I like the new vocab because while being realistic and pragmatic it still allows for bouts of spontaneous celebratory dancing. I am technically, at this stage and time, and according to standard medical imagery and oncological understanding, cancer-free. I may not stay that way (indeed, 50% of colorectal cancers reoccur), but I am that way now and that is enough to ride the optimism bike as far as the eye can see.

But have I survived?

Not according to medical researchers, because they measure cancer survival as being alive five years and ten years post-diagnosis. This is the benchmark and the universal metric used in clinical trials and in hospital and governmental reporting.

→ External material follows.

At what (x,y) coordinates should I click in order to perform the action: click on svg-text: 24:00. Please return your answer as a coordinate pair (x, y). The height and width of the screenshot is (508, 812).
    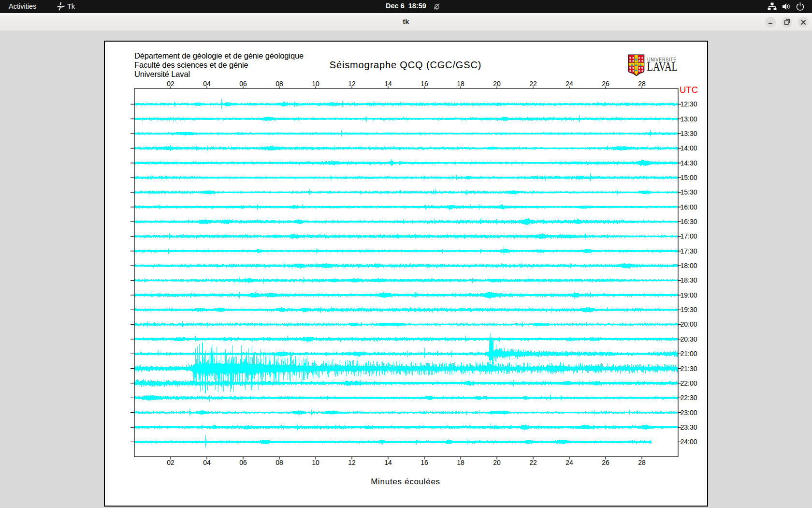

It's all about how you play the game
Maybe, according to the Cancer Council, because they define a survivor as someone who has finished 'active' cancer treatment. Does my 11 months of further anticoagulation therapy count? And what about the fact I am still living with a 'temporary' ileostomy?

Yes, according to the National Centre for Cancer Survivorship (USA) that states that you are a survivor from the date of your diagnosis.

Process or end result?

The survival question really is one of process versus end result.

My thinking is that working from the date of diagnosis is the most practical. But what about the five to ten years (the time it takes for a polyp in the colon to become cancer) that I was living with cancer before my diagnosis?

I like the idea of acknowledging the process of living and surviving with cancer, and not the final outcome. The date of diagnosis is really just the date that I became aware of my cancer. My body knew long before I did - It had been fully engaged in attacking the tumour and was surviving.

Actually, my body was enduring under a large tumour load, on top of alcohol consumption, large amounts of passive smoking (people can still smoke nearly everywhere in China), and eating fast food and chocolate.

Someone that died three months after their diagnosis survived three months (and more) in my opinion. Someone that died seven years after a second bout of lung cancer survived seven years (and more). Someone having chemotherapy is surviving. And so is someone cancer-free after 15 years.

A focus on the process seems consistent with talk of a 'cancer journey' anyway. There is no need to get hung up on the end point, whether that is death or life, because cancer is a process and so is healing from and living with it.